As the movement for Black lives touches every aspect of private and public life – we join people across the United States celebrating Juneteenth today and reflecting on the country’s collective memory. Juneteenth was first celebrated by Black people in 1866 in Texas; we also honor their joy and resilience today.  As we contribute to the fight for workers’ rights and to build worker power, we are clear that the origins of the U.S. labor movement start with enslaved African people and their descendants struggling for emancipation. For this reason, Juneteenth deserves an honored place in our labor history timeline – and it requires that we connect it to the long-term fight for labor justice, centering Black workers.

One hundred and fifty-five years ago, on June 19, 1865, two-and-a-half years after President Lincoln signed the Emancipation Proclamation, General Gordon Granger issued an order in deeply confederate Galveston, Texas – ensuring the law of the land, that enslaved people were now free people, would be fulfilled. That order read:

This involves an absolute equality of personal rights and rights of property between former masters and slaves, and the connection heretofore existing between them becomes that between employer and hired labor.

The freedmen are advised to remain quietly at their present homes, and work for wages. They are informed that they will not be allowed to collect at military posts, and that they will not be supported in idleness either there or elsewhere.

The racist logic embedded in the order, even while it’s about people being free, is painful in that it still set up a relationship built on exploitation and uneven power. The master became the employer and the shameless insistence that “idleness will not be tolerated” was an only slightly veiled hint that social control and surveillance would prevail in the new social structure – and that Black people would still be valued above all for their labor.  The order guides us in understanding how racial capitalism – a system that holds up white supremacy and is dependent on the construct of race as a hierarchy as a means for exploitation – was upheld post-slavery. This logic has been so deeply embedded, but Black people have been fighting to dismantle it throughout history.

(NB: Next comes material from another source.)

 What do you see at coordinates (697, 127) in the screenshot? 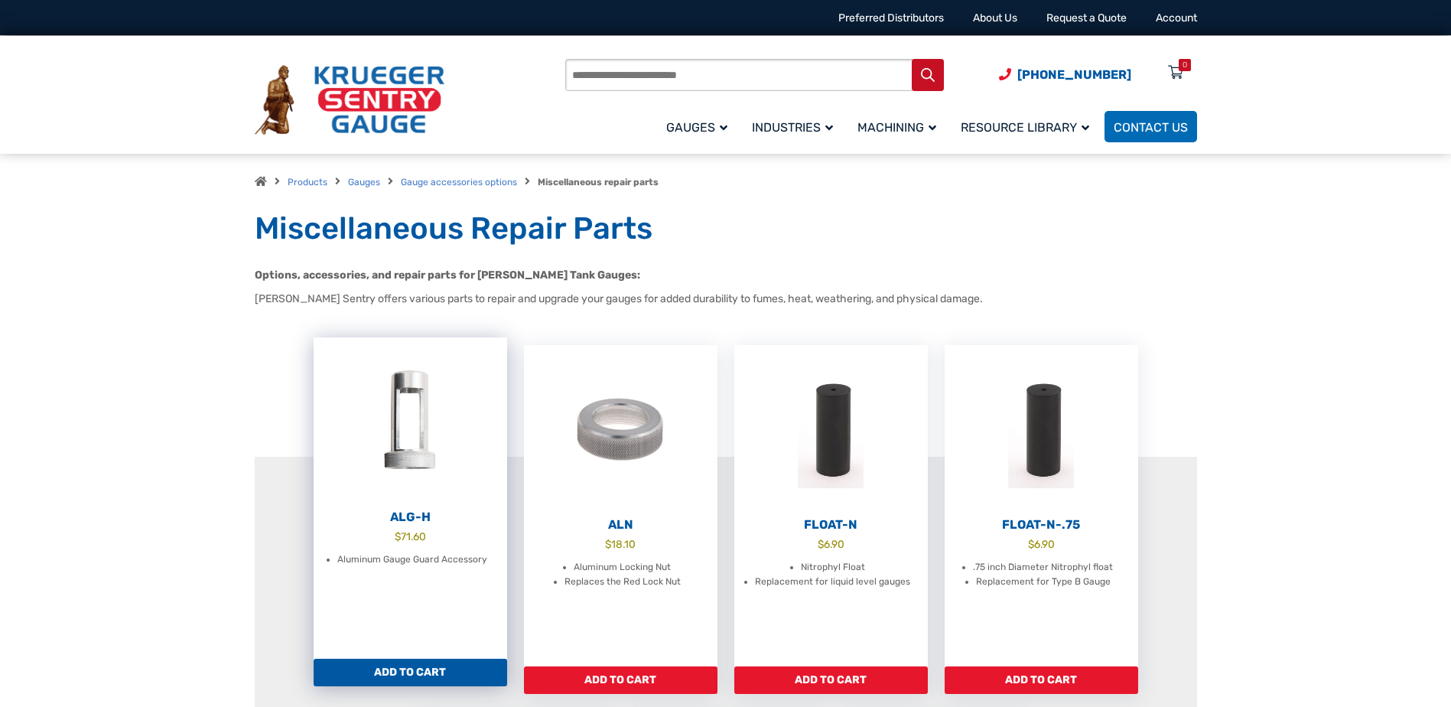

Following the Emancipation Proclamation, the era of Reconstruction, which lasted from 1865 to 1877, saw the promise of equality including just wages and working conditions disrupted and denied. The Reconstruction Amendments moved citizenship and voting rights forward – and while this created an opening for numerous Black men to hold local, state, and national office, new racist laws based in repression were severe.  Rather than compensating people for generations of forced labor, Black Codes in the South restricted people’s freedom and ensured that the same class of plantation owners would benefit from cheap labor. Annual labor contracts between white landowners and Black tenant farmers and sharecroppers – who rented and worked the land, giving owners a share of the profit – were not only required but could lead to massive debt for which Black people were prosecuted and hired out for work in order to pay it down. These and other ruthless injustices from that era make Reconstruction an unfinished labor justice project that we must return to in earnest.

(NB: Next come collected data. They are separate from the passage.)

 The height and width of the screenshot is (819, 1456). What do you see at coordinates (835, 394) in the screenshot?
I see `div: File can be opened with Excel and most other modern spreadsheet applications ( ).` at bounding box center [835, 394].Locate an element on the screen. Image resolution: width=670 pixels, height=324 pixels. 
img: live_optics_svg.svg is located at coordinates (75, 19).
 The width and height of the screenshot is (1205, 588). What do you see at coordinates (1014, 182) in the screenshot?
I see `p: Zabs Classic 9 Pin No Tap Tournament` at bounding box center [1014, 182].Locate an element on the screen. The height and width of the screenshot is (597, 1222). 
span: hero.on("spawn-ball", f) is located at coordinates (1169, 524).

There was a real opportunity for the U.S. to make amends and make meaningful structural changes for Black people in the South with the New Deal only six decades after Reconstruction; but as I’ve previously pointed out, the framework that brought us Social Security, minimum wage, overtime pay, and the right to organize also had limitations which excluded agricultural and domestic workers, effectively excluding nearly half of all Black men and 90 percent of the Black women. In this pandemic we have been reminded of the vital necessities of food and caregiving, and the people who make sure we have both. It is significant that Black women were historically segregated in that work that all along has been valuable to the larger collective – yet what has historically been devalued as Black women’s work – which is still compensated with the lowest wages and least protections.

Black women have been on the frontlines of this crisis as registered nurses, nursing assistants, home care workers, cashiers, school teachers, and customer service representatives. Still, policymakers, corporations, and employers have fallen short during this pandemic. Our long fight for worker justice requires policy solutions that will address occupational segregation. We must fight for livable wages and increased wages in all occupations, guaranteed quality health care, paid sick leave and paid family and medical leave; robust labor protections and laws that counter wage theft and retaliation; strong social insurance programs that support stability and give workers power to leave when facing unjust conditions; sectoral bargaining that raises working conditions and wages across sectors; and just cause employment protections that require fair notice and severance pay before a worker can be left without a job. Black women’s labor is vital to everyone’s labor rights and freedom; we must center them in our struggle.